_Task instructions_
In the entries below, find the line with "This screenshot has width=728, height=715." and print exactly every line from there up to and including the line with "Task: Click on the tree-item: Aufspannung", with no other lines.

[Source records]
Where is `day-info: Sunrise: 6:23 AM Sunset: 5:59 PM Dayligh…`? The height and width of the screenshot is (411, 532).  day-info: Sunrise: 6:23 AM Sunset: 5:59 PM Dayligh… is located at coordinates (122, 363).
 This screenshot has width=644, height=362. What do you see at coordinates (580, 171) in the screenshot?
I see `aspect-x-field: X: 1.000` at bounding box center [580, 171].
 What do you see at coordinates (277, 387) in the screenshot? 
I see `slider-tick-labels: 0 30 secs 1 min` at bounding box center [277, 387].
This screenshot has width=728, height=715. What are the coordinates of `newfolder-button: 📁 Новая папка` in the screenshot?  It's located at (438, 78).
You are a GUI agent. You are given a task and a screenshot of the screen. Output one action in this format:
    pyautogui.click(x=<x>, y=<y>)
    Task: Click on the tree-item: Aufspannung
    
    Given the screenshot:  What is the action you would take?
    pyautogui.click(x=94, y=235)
--
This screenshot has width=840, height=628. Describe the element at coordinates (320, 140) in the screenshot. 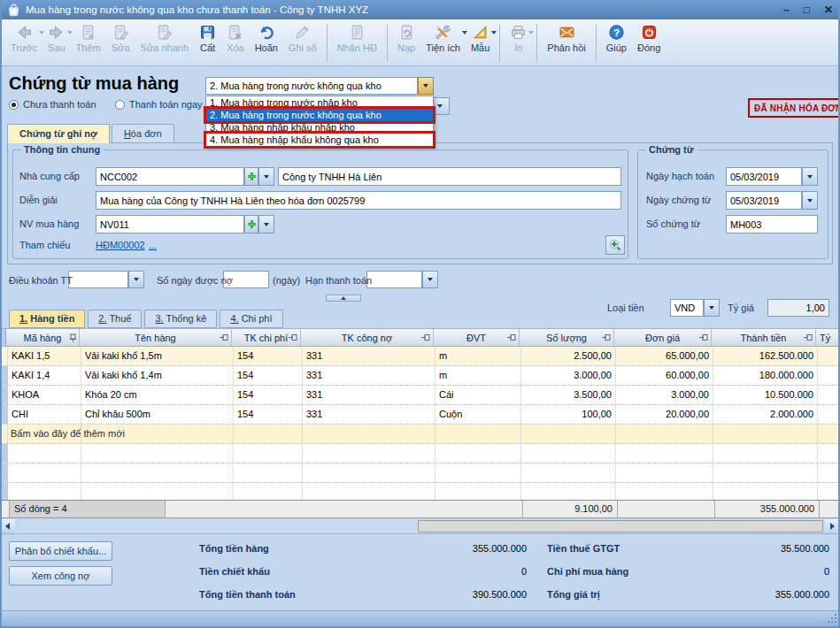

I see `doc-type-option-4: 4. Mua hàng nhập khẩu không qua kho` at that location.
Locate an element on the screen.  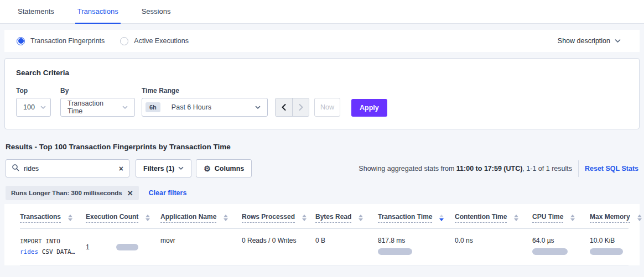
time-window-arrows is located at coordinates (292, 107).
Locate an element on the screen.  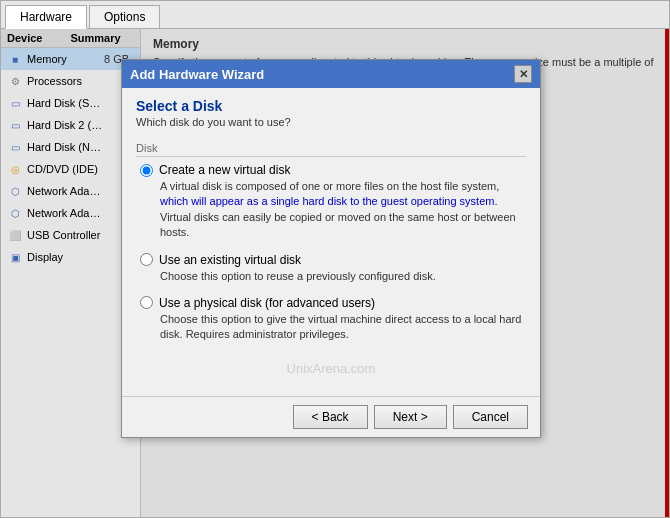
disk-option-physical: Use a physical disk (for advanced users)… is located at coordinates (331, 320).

_Answer space_
This screenshot has width=728, height=715. What are the coordinates of `newfolder-button: 📁 Новая папка` in the screenshot?  It's located at (438, 78).
You are a GUI agent. You are given a task and a screenshot of the screen. Output one action in this format:
    pyautogui.click(x=<x>, y=<y>)
    Task: Click on the tree-item: Aufspannung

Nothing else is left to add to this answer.